Citizen Portal
Sign In

Lifetime Citizen Portal Access — AI Briefings, Alerts & Unlimited Follows

Lancaster wetland board approves Topside LLC living-shoreline plan pending mitigation-credit proof

Lancaster County Wetlands Board · November 14, 2025

Loading...

AI-Generated Content: All content on this page was generated by AI to highlight key points from the meeting. For complete details and context, we recommend watching the full video. so we can fix them.

Summary

The Lancaster County Wetlands Board on Sept. 11 conditionally approved Topside LLC's plan to install a 110-foot living shoreline sill and riprap revetment on Carlos Creek. Staff and the applicant said the Nature Conservancy mitigation credits (1:1) have been purchased but must be documented before a permit is issued.

Topside LLC was granted conditional approval Sept. 11 by the Lancaster County Wetlands Board to place a 110-foot living-shoreline sill, 60 cubic yards of clean sand fill, 880 square feet of wetland plantings and a 300-foot riprap revetment along the eroding shoreline of Carlos Creek.

Kelsey Haney of Ransom’s Nursery, representing Topside, told the board the project will reuse existing riprap as core material for the sill and that the company has “purchased 0.0016 acres of mitigation credits from the Nature Conservancy” to compensate for vegetated-wetland impacts. Haney said the Nature Conservancy had received funds and was processing issuance of the credits.

Olivia Hall, county staff, recommended a motion that would tie permit conditions to the statutory compensation ratio and the board’s permit language. Hall said the Code of Virginia requires a 1-to-1 ratio for the compensatory mitigation option used in this case and that the vegetated-wetland impact was calculated at 0.0016 acre.

Board members asked site-specific questions about protecting an existing U.S. Army benchmark on the point and recommended contractor staking and other precautions. One member also urged outreach to property owners to avoid mowing right down to the waterline, which the board said accelerates erosion.

A board member read a recommended motion calling for approval “pending proof of the purchase of wetlands credits for the compensatory mitigation at the required ratio of 1 to 1 as dictated by the Code of Virginia.” A second was recorded and the board voted in favor by a show-of-hands; the official permit cannot be issued until staff confirms documentation of the mitigation-credit purchase.

The board’s action focused on site suitability and required compensation; staff emphasized that permit issuance will be withheld until the applicant provides proof of the Nature Conservancy credits. The next step is that Topside must submit that proof to county staff before staff releases the permit.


# Exercise prompt:
The exercise calls for the lines from the one containing "Locate an element" to the end of the data below to be output exactly, pictures excluded.

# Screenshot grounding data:
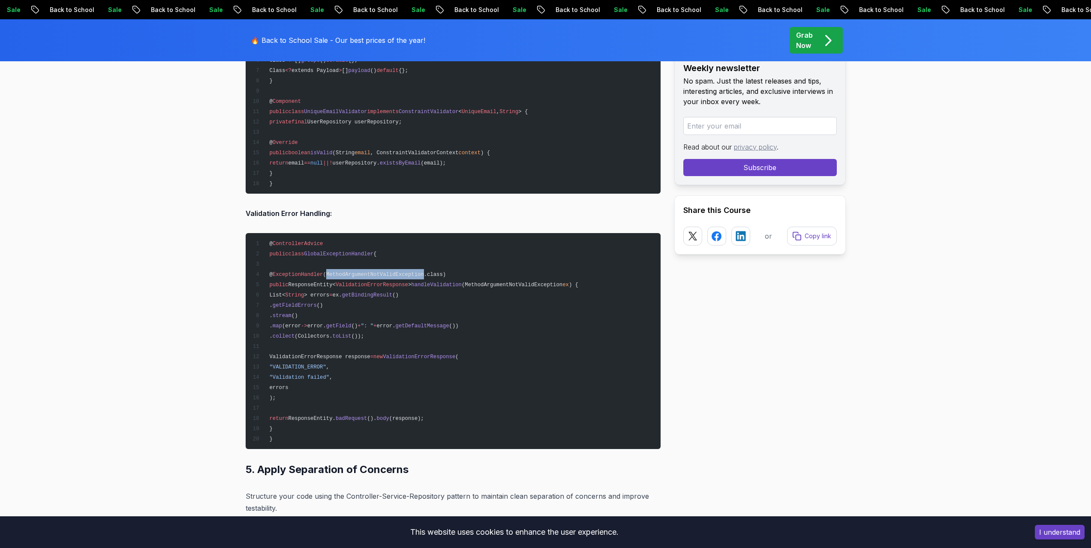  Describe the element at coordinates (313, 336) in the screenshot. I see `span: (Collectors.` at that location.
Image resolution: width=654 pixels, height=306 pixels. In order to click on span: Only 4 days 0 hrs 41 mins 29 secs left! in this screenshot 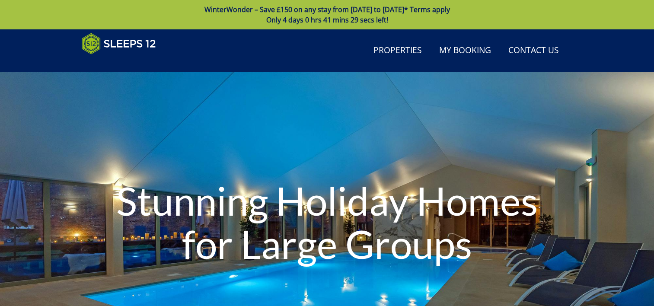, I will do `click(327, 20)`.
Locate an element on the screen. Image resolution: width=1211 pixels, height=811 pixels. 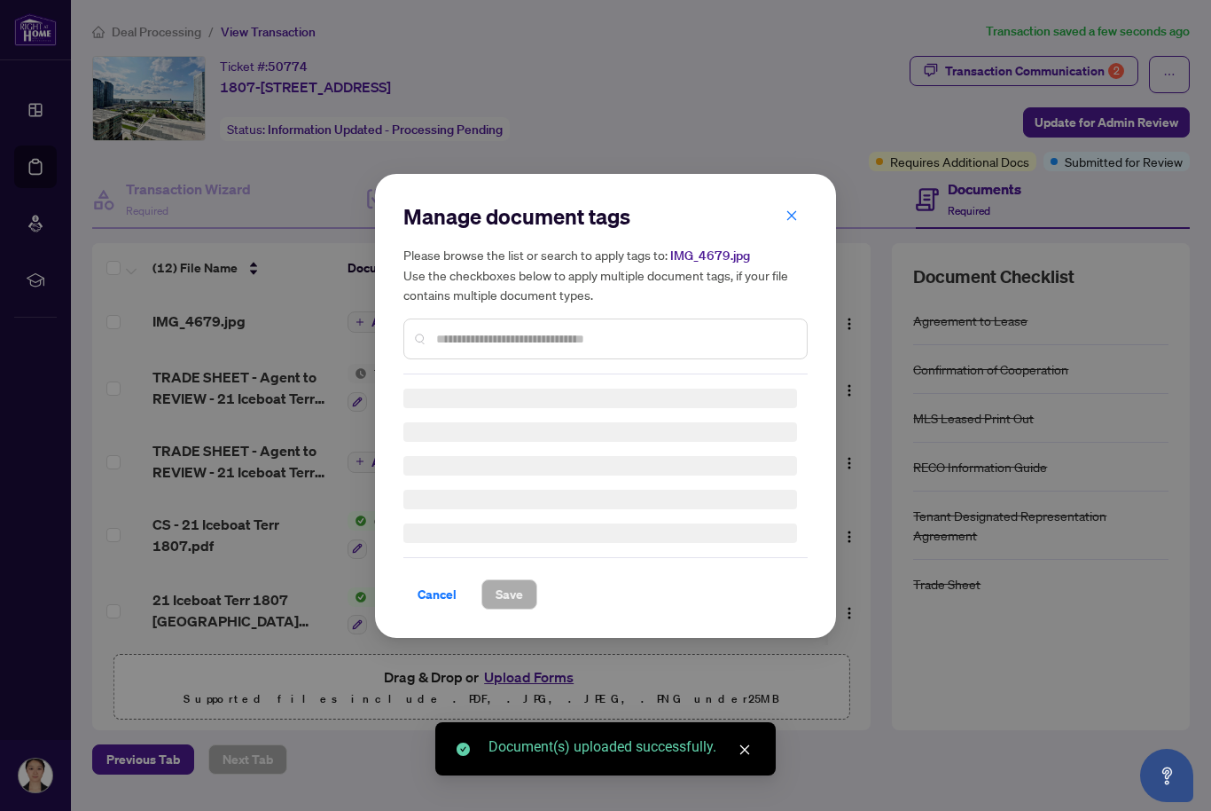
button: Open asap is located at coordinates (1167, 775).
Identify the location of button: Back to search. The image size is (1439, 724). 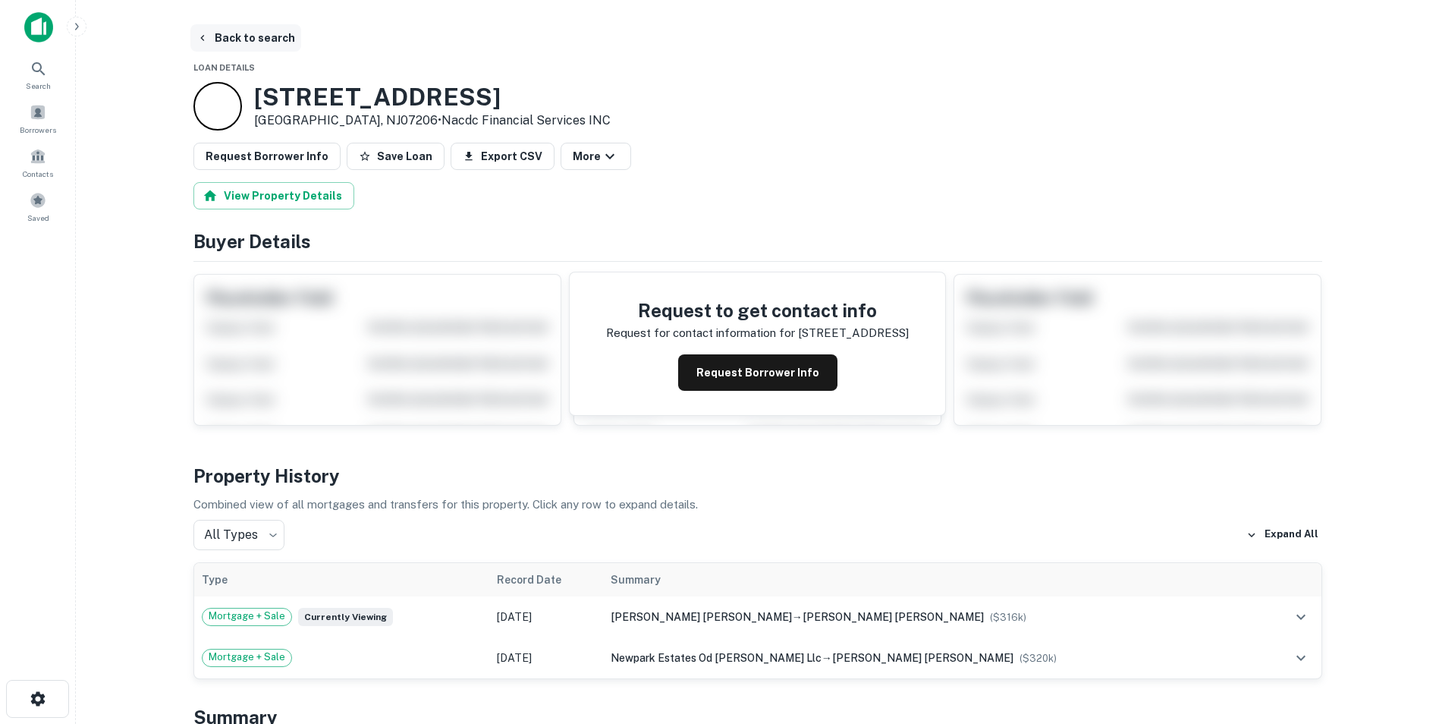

# Solution:
Locate an element on the screen. Image resolution: width=1211 pixels, height=811 pixels. 
button: Open asap is located at coordinates (1167, 775).
Identify the location of button: Back to search. The image size is (1439, 724). 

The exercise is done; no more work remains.